Profile photo of Michael Beloff KC

 

Michael Beloff KC was called to the Bar in 1967 and took Silk in 1981. In this guest blog for the Bar Council, he reflects on more than five decades in practice.

 

Picture a Bar of barely 2,000 members in which your first step up the ladder depended more on whom you knew than on what you knew; you could pass your Bar finals with nutshell notes from the private tutors Gibson and Weldon with no obligation to attend the solitary Inns of Court law school - as long as you had also eaten 36 dinners at your Inn; the Inn had less than 10% women, and still fewer ethnic minorities, then segregated in their own chambers; you had to pay £100 to your pupil master for the privilege of learning from his trials and errors and then without further education, you were let loose to practice on your own.

Picture a Bar that was riddled with restrictive practices where you had to pay to appear in court on a Circuit other than your own; no QC could draft pleadings or appear without a junior, who had to be paid 2/3rds of his leader’s fee and clerks by convention took 10% of the Chambers income; Chambers were small, in London they were located almost completely within the confines of the Inns, bearing names which were their addresses and not borrowed randomly from legal giants of the past; the departure of a tenant to another set was considered on a par with a divorce; a male barrister not accoutred in appropriate clothing - wig, bands, white shirt, waistcoat (and for female barristers a dark jacket and skirt, as women wearing trousers was not permitted until 1995) could be met from the Bench with the curious formula “I cannot hear you” and had nothing to do with his or her audibility; and clerks often insisted that their young men bought bowlers to doff to a passing Judge in the street. 
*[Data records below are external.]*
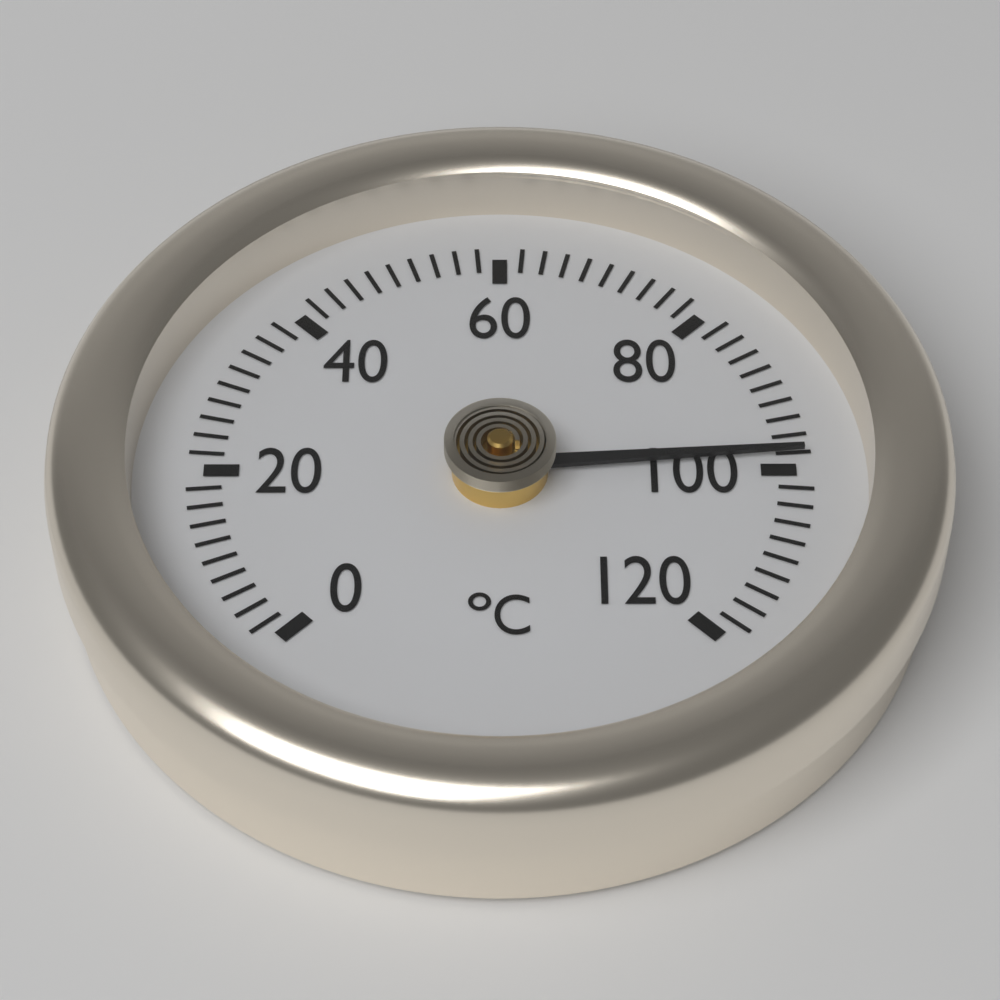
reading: 98 °C
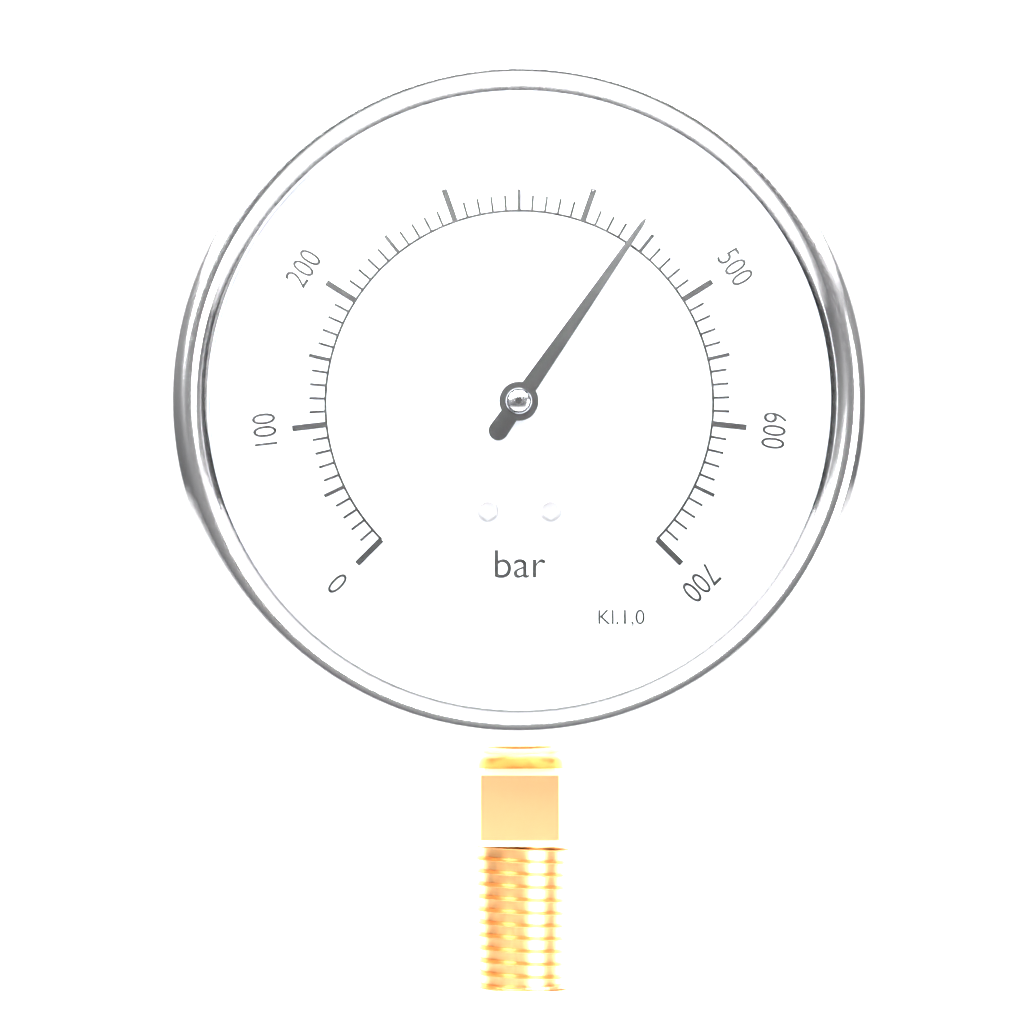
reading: 440 bar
Picture a Bar in which the acquisition of Silk and elevation to the Judiciary depended entirely on the Lord Chancellor’s say so; the Bar had a monopoly on Judicial appointments and there was only one woman on the High Court bench; it was assumed that all barristers would (or should) aspire to the Bench, so those who were appointed and repented their choice and quit were treated as heretics.
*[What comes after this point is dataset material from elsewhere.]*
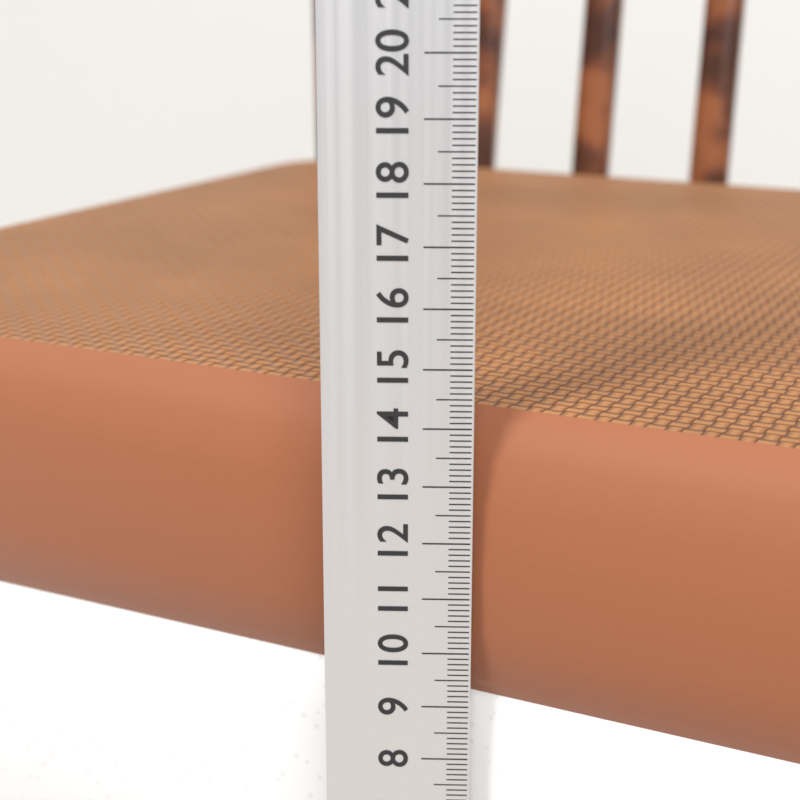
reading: 14.1 cm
Picture a Bar in which solicitors were regarded as inferior and not an equal part of the legal profession with whom fraternisation, let alone marketing, was a breach of the Bar’s code thus leaving the barrister’s clerk as the sole vehicle for his promotion; and conferences had to be held in the barristers’ chambers, not in solicitors’ or clients’ office.

Picture hearings, all in person, when Judges had no duty to prepare and no reading days were allocated; orality reigned supreme, written submissions were not only not required but actually rejected; Judges, without specific training for their new task, acted as referees rather than managers with no eye on the clock or fear of scrutiny by a Ministry of Justice official; cases could be adjourned for “Counsel’s convenience” or because the Judge had a “public duty to perform” (sometimes a euphemism for attendance at a royal garden party); the High Court was still trisected into Queen’s Bench Division, Chancery and that ungainly medley Probate, Divorce and Admiralty; quarter sessions and assizes had not yet mutated into the Crown Court; the Apex tribunal was still part of the legislature in the House of Lords; there was no access to Strasbourg or (if only later and then temporarily) to Luxembourg.
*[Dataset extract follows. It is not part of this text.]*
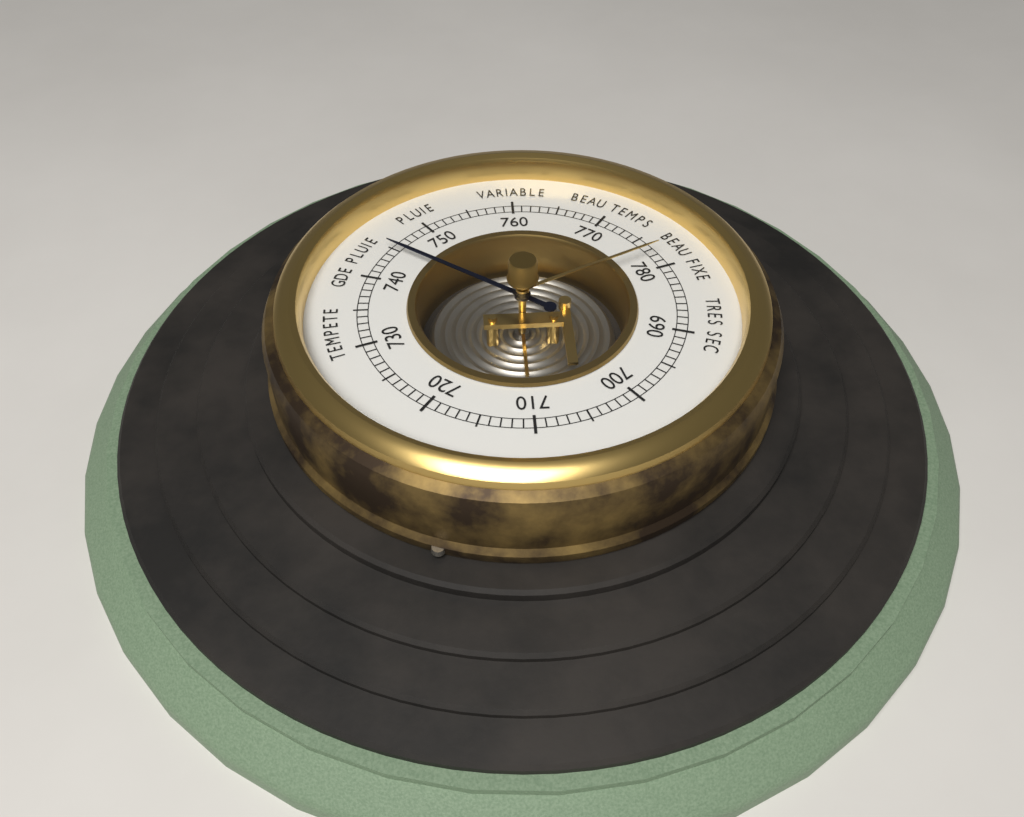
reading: 745 (no unit)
Picture a wholly analogue, pre-digital age in which all elements of the legal system, from the first stages in litigation to the research underpinning it, were an ineluctable part.

Now fast forward to the present era of miscellaneous acronyms - EDI, BSB, CPD, CMC, ADR, CPDR and so on, and tell me that in 1967 the Bar did not dwell in another country.

If you don’t believe me, you can cross check my memoir MJBQC: A Life Within and Without the Law. With the published memoirs of, or interviews with, my august contemporaries John Dyson, Simon Brown, Anthony Lester, Mike Mansfield, Helena Kennedy, Graham Boal, Ivan Lawrence and Wendy Joseph, and that done, I challenge you not to acquit me of exaggeration or fantasy. 

Throughout my career the Bar has been said to be threatened with extinction as an independent branch of the legal profession. But reports of its demise, like of Mark Twain’s death, have been greatly exaggerated.

The Prince of Lampedusa in the novel The Leopard said: “If we want things to stay as they are, things will have to change”. The Bar, with the critical exception of its fidelity to its core ethical underpinnings - the cab rank rule and the paramount duty to the Court - has changed in more than half a century almost beyond recognition. Still as Tom Bingham memorably reminded us “It’s where the magic is”.